After working with a Commissioner of Police (CP) and an Assistant Inspector General of Police (AIG), it is expected that Mr Oliver Dike should be a role model to those looking up to him for guidance. But rather than become a great man in his community, Dike was sponsoring armed robbers to snatch exotic cars. Dike, otherwise known as Mopol in the underworld, was arrested while he was in police uniform.
He was apprehended at Sagamu section of the Lagos-Ibadan Expressway. The 35-year-old suspect was nabbed by the Special Anti-Robbery Squad (SARS), Ikeja, Lagos State, led by Superintendent of Police (SP), Abba Kyari, with a fake police identity card.

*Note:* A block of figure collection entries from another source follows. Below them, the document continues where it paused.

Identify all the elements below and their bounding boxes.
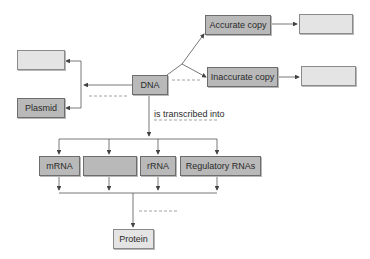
blank-box-left-top <box>17 50 65 70</box>
transcription-label: is transcribed into <box>154 109 225 119</box>
connector-lines <box>0 0 370 259</box>
mrna-box: mRNA <box>39 156 80 176</box>
plasmid-box: Plasmid <box>17 98 65 118</box>
blank-box-inaccurate-result <box>301 66 356 86</box>
protein-box: Protein <box>113 229 154 249</box>
inaccurate-copy-box: Inaccurate copy <box>207 67 278 87</box>
accurate-copy-box: Accurate copy <box>205 15 271 35</box>
regulatory-rnas-box: Regulatory RNAs <box>180 156 261 176</box>
blank-box-accurate-result <box>299 14 353 34</box>
blank-rna-box <box>83 156 137 176</box>
dna-box: DNA <box>132 75 168 95</box>
rrna-box: rRNA <box>140 156 176 176</box>
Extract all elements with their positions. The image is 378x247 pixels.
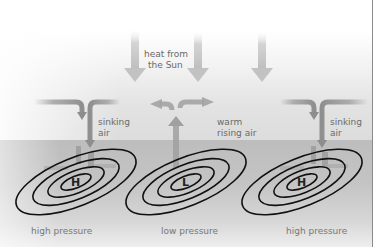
right-pressure-center-letter: H [297, 177, 306, 189]
middle-air-label-line1: warm [217, 117, 256, 128]
sun-heat-label: heat from the Sun [144, 49, 188, 71]
right-air-label-line2: air [330, 128, 362, 139]
middle-air-label: warm rising air [217, 117, 256, 139]
sun-heat-label-line1: heat from [144, 49, 188, 60]
middle-pressure-label: low pressure [161, 226, 218, 237]
left-pressure-label: high pressure [31, 226, 92, 237]
middle-pressure-center-letter: L [182, 177, 189, 189]
sun-heat-arrow-2 [187, 30, 209, 82]
sun-heat-arrow-3 [251, 30, 273, 82]
left-pressure-center-letter: H [71, 177, 80, 189]
left-air-label-line2: air [98, 128, 130, 139]
right-air-label-line1: sinking [330, 117, 362, 128]
right-air-label: sinking air [330, 117, 362, 139]
middle-air-label-line2: rising air [217, 128, 256, 139]
left-air-label-line1: sinking [98, 117, 130, 128]
sun-heat-arrow-1 [124, 28, 146, 82]
diagram-art [0, 0, 378, 247]
sun-heat-label-line2: the Sun [144, 60, 188, 71]
pressure-diagram: heat from the Sun sinking air warm risin… [0, 0, 378, 247]
right-pressure-label: high pressure [286, 226, 347, 237]
left-air-label: sinking air [98, 117, 130, 139]
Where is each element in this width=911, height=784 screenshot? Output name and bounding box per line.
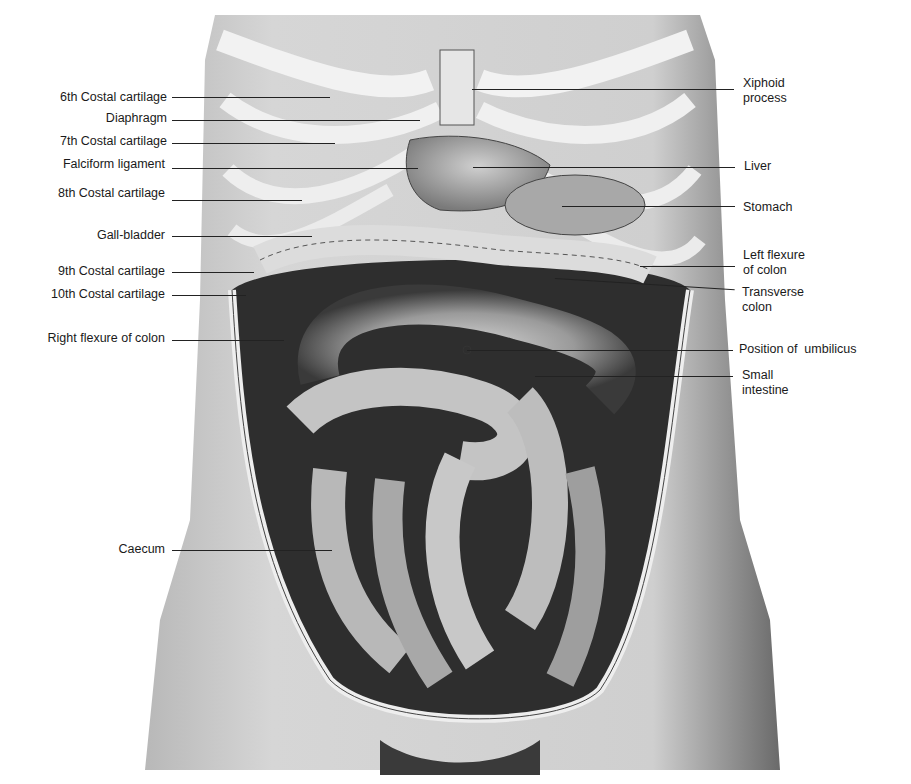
- leader-line-falciform-ligament: [172, 168, 418, 169]
- label-8th-costal-cartilage: 8th Costal cartilage: [58, 186, 165, 201]
- label-xiphoid-process: Xiphoid process: [743, 76, 787, 106]
- leader-line-xiphoid-process: [472, 89, 734, 90]
- label-line: Liver: [744, 159, 771, 174]
- leader-line-7th-costal-cartilage: [172, 143, 335, 144]
- leader-line-diaphragm: [172, 120, 420, 121]
- label-right-flexure-of-colon: Right flexure of colon: [48, 331, 165, 346]
- leader-line-caecum: [172, 550, 332, 551]
- leader-line-10th-costal-cartilage: [172, 295, 246, 296]
- leader-line-gall-bladder: [172, 236, 312, 237]
- leader-line-position-of-umbilicus: [467, 350, 733, 351]
- label-liver: Liver: [744, 159, 771, 174]
- label-line: intestine: [742, 383, 789, 398]
- label-line: colon: [742, 300, 804, 315]
- label-line: Xiphoid: [743, 76, 787, 91]
- anatomy-figure: 6th Costal cartilage Diaphragm 7th Costa…: [0, 0, 911, 784]
- label-diaphragm: Diaphragm: [106, 111, 167, 126]
- label-line: Stomach: [743, 200, 792, 215]
- label-line: Small: [742, 368, 789, 383]
- label-7th-costal-cartilage: 7th Costal cartilage: [60, 134, 167, 149]
- leader-line-left-flexure-of-colon: [640, 266, 735, 267]
- label-6th-costal-cartilage: 6th Costal cartilage: [60, 90, 167, 105]
- label-line: Left flexure: [743, 248, 805, 263]
- leader-line-liver: [473, 167, 735, 168]
- label-line: Transverse: [742, 285, 804, 300]
- leader-line-right-flexure-of-colon: [172, 340, 284, 341]
- leader-line-9th-costal-cartilage: [172, 272, 254, 273]
- label-line: process: [743, 91, 787, 106]
- label-small-intestine: Small intestine: [742, 368, 789, 398]
- label-10th-costal-cartilage: 10th Costal cartilage: [51, 287, 165, 302]
- label-falciform-ligament: Falciform ligament: [63, 157, 165, 172]
- label-gall-bladder: Gall-bladder: [97, 228, 165, 243]
- label-caecum: Caecum: [118, 542, 165, 557]
- leader-line-6th-costal-cartilage: [172, 97, 330, 98]
- label-stomach: Stomach: [743, 200, 792, 215]
- label-9th-costal-cartilage: 9th Costal cartilage: [58, 264, 165, 279]
- stomach-shape: [505, 175, 645, 235]
- label-line: of colon: [743, 263, 805, 278]
- leader-line-stomach: [562, 206, 735, 207]
- label-position-of-umbilicus: Position of umbilicus: [739, 342, 856, 357]
- label-left-flexure-of-colon: Left flexure of colon: [743, 248, 805, 278]
- label-line: Position of umbilicus: [739, 342, 856, 357]
- label-transverse-colon: Transverse colon: [742, 285, 804, 315]
- leader-line-8th-costal-cartilage: [172, 200, 302, 201]
- leader-line-small-intestine: [535, 376, 733, 377]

A police source said: “Police started the search for Dike in April 2015 after two armed robbery suspects – Akinropo Ogunsina and Jimoh Akeem – mentioned his name during interrogation that he was the receiver of the cars they used to snatch. “Ogunsina confessed that his gang snatched two Honda Accord 230 model cars and Sienna bus and sold to Dike. Unaware that Ogunsina had been arrested, Dike repeatedly kept calling Ogunsina’s phone, asking if he had another snatched car for sale.” According to Ogunsina, Dike bought two cars for N280,000 and was requesting for Toyota Highlander ‘Jeep,’ Toyota Corolla 2014 model and Honda Accord before his arrest.
The state Police Public Relations Officer (PPRO), Kenneth Nwosu, confirmed the arrest of the suspects. Nwosu said it was in the process of receiving the Toyota Highlander that Dike was arrested. According to the PPRO, N200,000, which he wanted to use to pay for the stolen car, was recovered from him. He said: “When the police came in contact with him, he identified himself as a police corporal. He had a police identity card with him. The police team went along with him to his house in Abuja for a search. They recovered a complete police uniform.
The police also recovered one of the cars, a Honda Accord he bought from Ogunsina in his house.” The state Commissioner of Police, Mr Kayode Aderanti, has ordered detectives to ensure that members of the gang are brought to book. Dike, a father of one, said he was a motor spare parts dealer with a shop at Zuba motor park, Abuja, before he took to crime. He said: “In 2004, I went to sell motor parts to a Deputy Commissioner of Police (DCP). He is now retired after being promoted to the rank of a Commissioner of Police.
We became friends. I told him that I would like to work for him as his driver and do some other domestic chores for him. He agreed. I left the motor parts business for my younger brother and started working for the DCP. “I started living in his house. I used to drive him to work and other places. In 2005, he was sent to War College and later became a Commissioner of Police (CP). He retired in 2012. “After he retired, all his boys, including me, were transferred to the new CP that took over from him.
The new CP was later appointed as an Assistant Inspector General of Police (AIG) before he retired. Since then, I stopped working for him.” Dike confessed that the police identity card found on him was that of the police orderly, named Udeka. Udeka was an orderly to the first CP who retired. Dike said: “Udeka asked me to assist him to collect his identity card from Yenagoa, capital of Bayelsa State, where we last worked.
He said that I should bring it to Abuja for him. But I have not given it to him. As for the police uniform, I evacuated it from the dry cleaner who does the dry cleaning of our master’s uniform in Yenagoa. I brought it to Abuja and kept it in my house.” The suspect said the police arrested him because he came to buy a Highlander ‘Jeep’ from Danjuma, otherwise known as Ogunsina.